Choreographing Freedom: Mass Performance in the Festivals of the French Revolution
TDR/The Drama Review · 2017-05-30 · 3 citations
article1st authorCorrespondingThe French Revolution generated four large-scale festivals in Paris from 1790 to 1794. The festival project housed a foundational and ultimately insurmountable tension: liberty was to be established through a manipulation of people’s natural free will by means of their leaders’ methodical organization. How do you orchestrate fraternal attachment without imprisoning the participants in new rules? How do you, in short, choreograph freedom?

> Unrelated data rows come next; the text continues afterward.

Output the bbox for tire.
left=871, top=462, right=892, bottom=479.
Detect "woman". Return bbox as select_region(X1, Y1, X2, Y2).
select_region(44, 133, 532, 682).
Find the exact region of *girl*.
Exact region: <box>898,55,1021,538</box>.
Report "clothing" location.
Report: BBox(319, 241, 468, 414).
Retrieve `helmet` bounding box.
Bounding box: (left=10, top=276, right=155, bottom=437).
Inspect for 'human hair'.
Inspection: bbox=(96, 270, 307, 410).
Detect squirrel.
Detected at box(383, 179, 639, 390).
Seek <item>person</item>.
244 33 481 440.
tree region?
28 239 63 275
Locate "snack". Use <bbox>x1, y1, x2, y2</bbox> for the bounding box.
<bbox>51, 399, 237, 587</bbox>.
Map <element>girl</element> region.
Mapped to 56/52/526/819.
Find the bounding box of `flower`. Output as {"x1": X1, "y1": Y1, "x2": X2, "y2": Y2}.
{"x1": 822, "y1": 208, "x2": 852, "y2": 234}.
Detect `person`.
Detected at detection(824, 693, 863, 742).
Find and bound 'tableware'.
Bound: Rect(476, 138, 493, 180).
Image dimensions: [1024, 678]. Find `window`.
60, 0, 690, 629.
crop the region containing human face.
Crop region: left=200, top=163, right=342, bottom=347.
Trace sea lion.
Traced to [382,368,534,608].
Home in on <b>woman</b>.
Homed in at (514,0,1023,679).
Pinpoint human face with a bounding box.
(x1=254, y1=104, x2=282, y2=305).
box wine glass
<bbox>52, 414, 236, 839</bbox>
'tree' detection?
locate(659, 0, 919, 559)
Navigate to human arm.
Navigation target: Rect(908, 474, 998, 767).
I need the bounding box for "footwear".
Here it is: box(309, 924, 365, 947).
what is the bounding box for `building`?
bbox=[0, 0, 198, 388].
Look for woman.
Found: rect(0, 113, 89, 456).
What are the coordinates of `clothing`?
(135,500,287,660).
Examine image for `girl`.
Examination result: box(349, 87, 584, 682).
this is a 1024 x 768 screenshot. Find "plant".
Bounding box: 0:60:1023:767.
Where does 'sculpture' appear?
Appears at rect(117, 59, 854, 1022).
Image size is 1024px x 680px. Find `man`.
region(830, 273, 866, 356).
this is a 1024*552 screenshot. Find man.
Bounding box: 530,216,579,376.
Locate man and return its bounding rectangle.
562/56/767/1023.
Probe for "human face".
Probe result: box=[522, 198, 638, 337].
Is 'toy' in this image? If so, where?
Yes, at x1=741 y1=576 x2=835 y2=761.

Firmin Gémier, The Forgotten Avant-Garde Populist
Palgrave Macmillan US eBooks · 2016-01-01
book-chapter1st authorCorresponding"Neglect alone would be sufficient excuse for writing about Firmin Gémier," wrote Raymond Pentzell in a short article for TDR in 1967 (p. 113). Almost half a century later, Pentzell's statement still holds true: this is only the third chapter dedicated to Gémier to appear in English since then.1 Such neglect seems unthinkable, given Gémier's astounding career, which began on the margins of established theater, moved to the center with national success, and then, once Gémier died, slipped back into the margins of history.KeywordsTicket PricePopular TheaterTheater ArtistActing StyleSurrealist MovementThese keywords were added by machine and not by the authors. This process is experimental and the keywords may be updated as the learning algorithm improves.
Frequent coauthors
- 86 shared
Elise Morrison
- 85 shared
Fawzia Afzal‐Khan
- 85 shared
Deavere Smith
Sanford Broadway Medical Center
- 85 shared
Catie Cuan
Tisch Hospital
- 85 shared
Sara Brady
New York University Press
- 85 shared
Rabih Mroué
- 85 shared
Amelia Jones
- 85 shared
Fred Moten
Labs
Dramaturgy and Dramatic CriticismPI
- Resume-aware match score
- Save to shortlist
- AI-drafted outreach
See your match with Kimberly Jannarone
PhdFit ranks faculty by your research interests, methods, and publications — grounded in their actual work, not templates.